From: Miguel Mendoza
>>Please, let me recommend also Electronic Music: Systems, Techniques, and Controls by Allen Strange. It's a very difficult to get book, I bought mine on Ebay for 100$ many years ago but I have seen a pdf scan to download sometimes around the net.<<
I found a copy of that on the net, but like all synth books, it covers the basics. You're not going to be able to patch up a realistic cymbal, violin, human chorus, piano, diesel train passing by, or symphony orchestra on an analog synth from any book that's out there.
From: George Kisslak
>>I think there was a rough patch diagram for one of Robert Rich's signature glorp sounds shared long ago that helped me a lot as well.<<
I remember there was some random talking patch of his that was interesting that I thought was on the Synthtech site, but it later disappeared.
>>You're still working on that hardware project??<<
I'm working on the software for several software and hardware projects. And there's the possibility one of them may end up being used by Google in the viewing of youtube videos.
From: Argitoth
>>I asked some hypothetical example question of what a book might answer, and Ken didn't hesitate to answer them, and I didn't know a +oct sawtooth would help fill out clarinet harmonics.<<
A real clarinet has predominant odd harmonics in the lower frequencies, but the higher you go, the more the even harmonics come up in amplitude. So if you want to be accurate, that's a way to do it.
>>I strongly believe I have you beat in the synth rain department, and when I have my modular synth complete I will have to recreate it and share my method, although it was originally created on VSTs.<<
Sounds very good (If I were on my PC I wouldn't be able to hear it because SoundCloud doesn't work on that computer. More of that incompetent website programming I mentioned before). I'm not sure what of mine you're comparing to because I don't think I have mine online anywhere except Youtube where they bumped my hi-fi stereo audio to lo-fi mono now sounding crappy (Yet more of that idiotic website programming by incompetent morons that I mentioned earlier). Mine probably sounds more flat like rain on concrete, but it could be post filtered to sound different. It was a simple patch on a Supernova synth with its modulation and filter limits.
>>also wanted share my synthesized warfare with you (all digital synth)<<
Some of that sounds kind of like a warfare pinball machine in places. Fun to listen to though. I have some synthesized warfare sounds in the game Beachhead 2000 I did, including bullets hitting a metal shield that sound quite good (Roland JP-8080), and also an old warfare thing done in about 20 minutes on a Roland SH-7. One day I want to sit down and do a very realistic one on my MOTM so I can dispose of my SH-7 one. That could be a patchbook right there.
Now I'll post this to the MOTM list and it won't show up in my mailbox do to incompetent website programming by idiots (That's Yahoo, Youtube, and SoundCloud so far that don't work). Before it was duplicate posts showing up, now it's no posts. Why don't people ever get fired for this?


## What you will do
Reproduce exactly, and only, the lines running from the start of the entries below to the line containing "The height and".
Segment Open
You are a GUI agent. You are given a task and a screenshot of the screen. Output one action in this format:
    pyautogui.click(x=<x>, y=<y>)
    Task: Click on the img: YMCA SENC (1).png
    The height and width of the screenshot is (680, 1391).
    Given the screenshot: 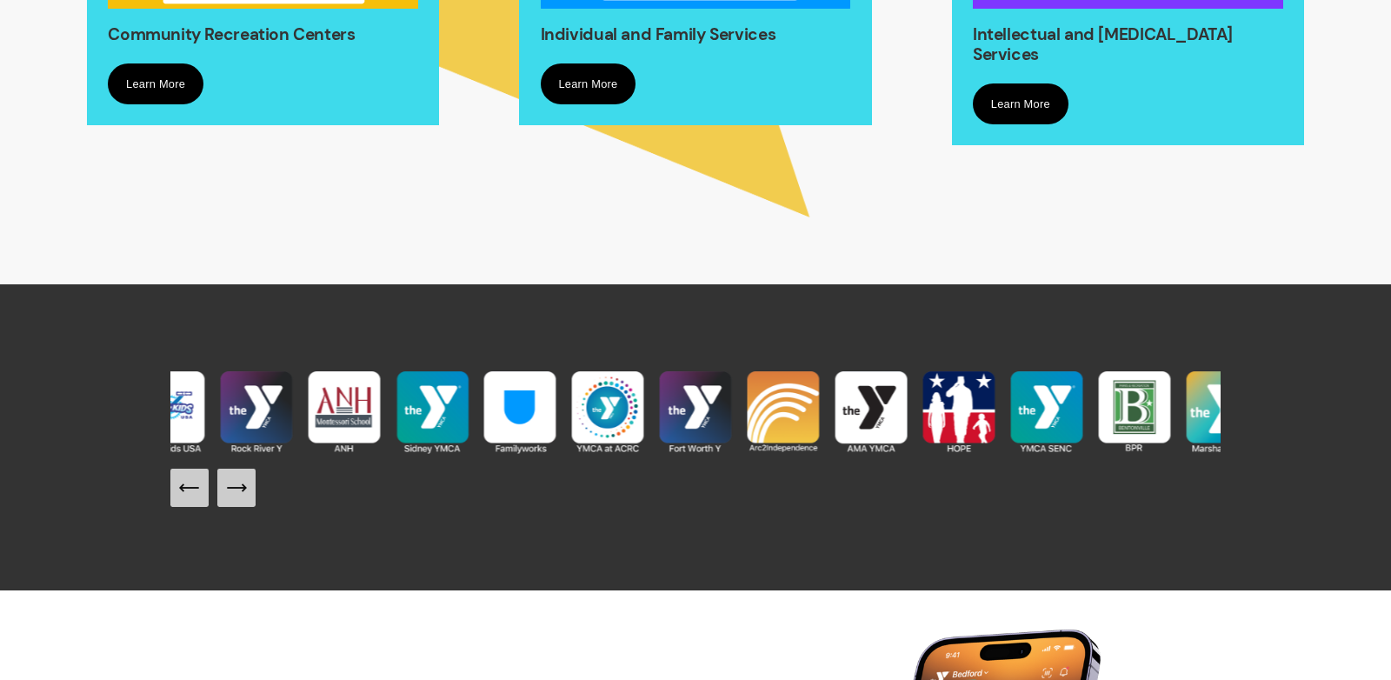 What is the action you would take?
    pyautogui.click(x=1047, y=411)
    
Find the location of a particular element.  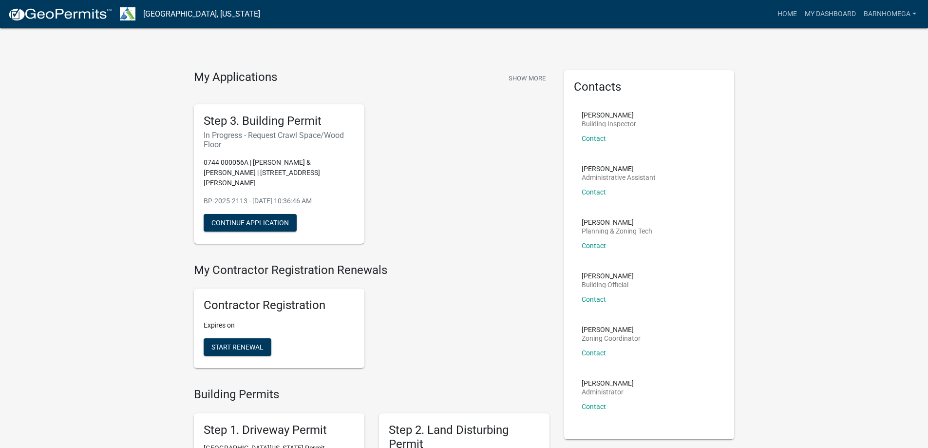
Segment Closed
## Answer
You are a GUI agent. You are given a task and a screenshot of the screen. Output one action in this format:
    pyautogui.click(x=<x>, y=<y>)
    Task: Click on the img: YMCA SENC (1).png
    The height and width of the screenshot is (680, 1391).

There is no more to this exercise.